Jenkins describes Moreland’s apartment: “The walls were hung with framed caricatures of dancers in Diaghilev’s early ballets, coloured pictures drawn by the Legat brothers, found by Moreland in a portfolio outside a second-hand book shop; Pavlova, Karsavina; Folkine; others, too whom I have forgotten.” [CCR 11/5]
The Legat brothers, ballet master Νikolaĭ Gustavovich Legat ( 1869-1937) and dancer Sergieĭ Gustavovich Legat (1875-1905) , were with the Marinsky ballet in St.

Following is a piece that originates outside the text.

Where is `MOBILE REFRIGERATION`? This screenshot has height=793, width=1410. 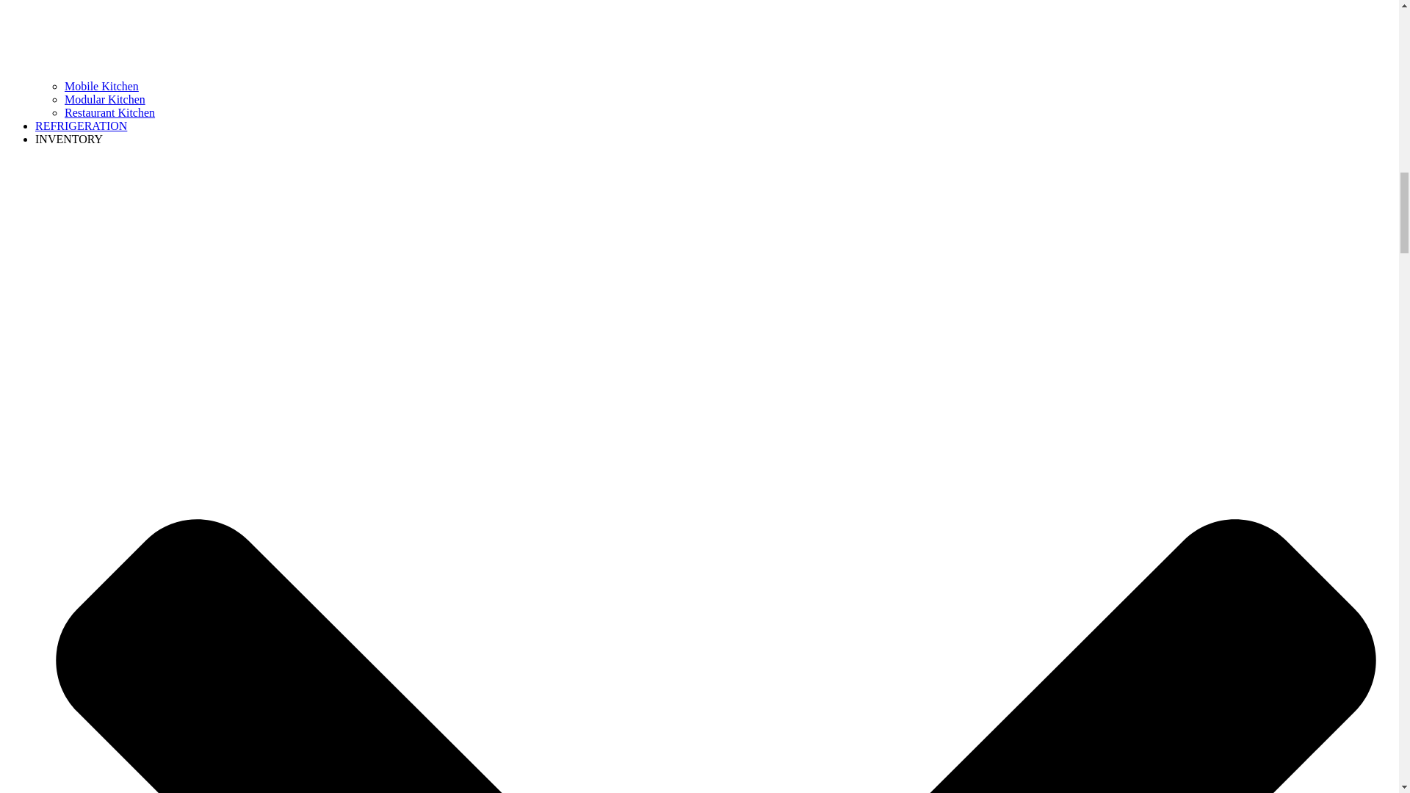
MOBILE REFRIGERATION is located at coordinates (81, 126).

Petersburg when they published Russian Ballet in Caricatures, a set of 93 drawings, about 1903.
We recall two earlier references to Russian ballet in Dance: Lady Molly’s uninterest in Russian Ballet [ALM 158] referred to the Ballets Russes founded by Serge Diaghilev in 1909. Nicolai Legat joined Diaghilev in Paris. The music, costumes, choreography, and stars of the Ballets Russes were another facet of the contribution of the Paris School to Modernism. Fokine not only danced but was the first of many famous choreographers encouraged by Diaghilev. Pavlova and Karsavina were among the best known ballerinas. Today, Pavlova’s name is enshrined in a dessert of meringue topped with fruit that was developed in New Zealand or Australia after she starred there with the Ballets Russes in 1926. The white meringue was meant to evoke the skirt of Pavlova’s tutu and the topping, a melange of brightly colored fruit, was worthy of a Ballets Russes costume by Bakst, whom Jenkins imagined as clothier of Victor Emanuel II, when he saw the king’s portrait hanging in Foppa’s club [AW 152/145].